Mr. Evans eyed him nervously. His lordship seemed in an unusually good humor. His normally harsh features were softened in a pleasant smile of unusual sweetness.
Mr. Evans plucked up his courage. “There is a little problem, my lord. There is this young lady, a Miss Limrighton, in the library and Lady Eleanor commanded me to arrange that you should meet this lady.”
“Oh, she did, did she?” drawled his lordship. “Well, I ain’t passing the evening with any Friday-faced, simpering miss of my sister’s choice. Odd’s life, Evans, you should know better than that.”
“Just so,” pleaded poor Mr. Evans. “But I have been commanded, my lord.” He looked up into Lord Philip’s face like a whipped spaniel and his lordship sighed. Lord Philip could never bear to see anyone weak being bullied.

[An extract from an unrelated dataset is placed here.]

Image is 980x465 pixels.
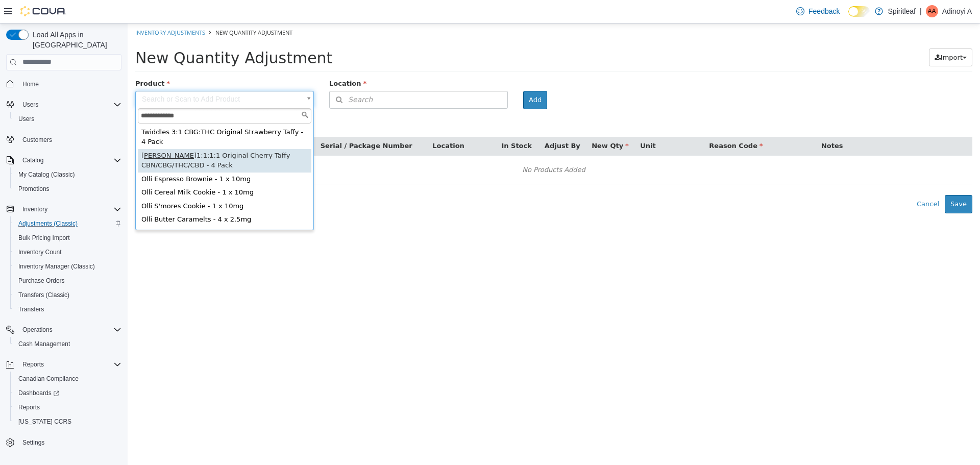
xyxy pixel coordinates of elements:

“Very well,” he sighed. “I shall spend two seconds flat with her which means you will have fulfilled your part of the bargain.”
“Thank you,” said Mr. Evans fervently. “Oh, thank you, thank you very much, th.…”
“Are you going to stand there all night thanking me?” demanded his lordship testily. “Go on, man. Let’s get it over with!”
Mr. Evans hurriedly led the way to the library and threw open the door. “Lord Philip Cautry,” he announced in a triumphant voice and, as Lord Philip walked passed him into the room, he gleefully closed the door behind him and ran off to tell Mr. Rider the glad news.
Lord Philip raised his quizzing glass and surveyed the young lady seated beside the fire. She was so engrossed in the pages of a book that she had not even heard him being announced or was aware that anyone else was in the room.
He strolled lazily over to the fireplace and stood looking down at her. Constance suddenly became aware of another presence and her eyes flew upward from the page and, with a frightened gasp, she let the book drop to the floor. She rose nervously to her feet and surveyed the man in front of her.
He was very tall with harsh, yet handsome features. He wore his black hair long and confined at the back of his ne
ck by a thin, black silk ribbon. His evening coat appeared to have been moulded to his broad muscular shoulders. His cravat was a miracle of sculptured perfection, and diamonds sparkled on his shoe-buckles and on his long white fingers. His eyes were heavy-lidded and as green as grass. There was no flicker of brown or hazel to mar his emerald stare, which was catlike, unwinking and thoroughly unnerving.
Constance’s eyes flew to the closed door and she gasped. “Sir, we must observe the proprieties,” she said. “The door is closed and I am unchaperoned.”
“That,” he said coldly, “was, I gather, the idea, Miss Limrighton.”
“Why does everyone keep calling me Miss Limrighton?” said Constance. “My name is Lamberton, Constance Lamberton.”
“Not Sir Edward’s daughter?”
“Yes,” she said dutifully, “Sir Edward was my father, and Lady Amelia Godolphin has given me the post of a companion to her, which is very kind and generous of her ladyship because without her charity I would starve,” she ended thankfully with the air of a child successfully reciting a lesson.
“You amaze me,” he said coldly. “But it seems there is some mistake. Poor Evans. He always does make a mull of things. You see, my sister wished him to arrange for me to meet a certain Miss Limrighton in private with a view to fixing my interest. It appears he fixed on the wrong lady. Allow me to introduce myself. I am Cautry, Lord Philip Cautry, at your service.”
Constance gave him a stricken look. “Oh, I feel sure neither your sister nor Lady Amelia would wish me to be alone with you.” She threw another anguished look at the closed door.
“Do not fuss so,” he said testily. “I am not in the habit of seducing virgins.”
“Why not?” asked Constance naively, the champagne suddenly rushing to her head and remembering all she had heard of the rakish Lord Philip. “You seem to seduce everything else.”
“Bite your tongue, miss,” admonished his lordship with an amused glance towards the champagne bottle. “Tell me instead how you came to have this post as companion.”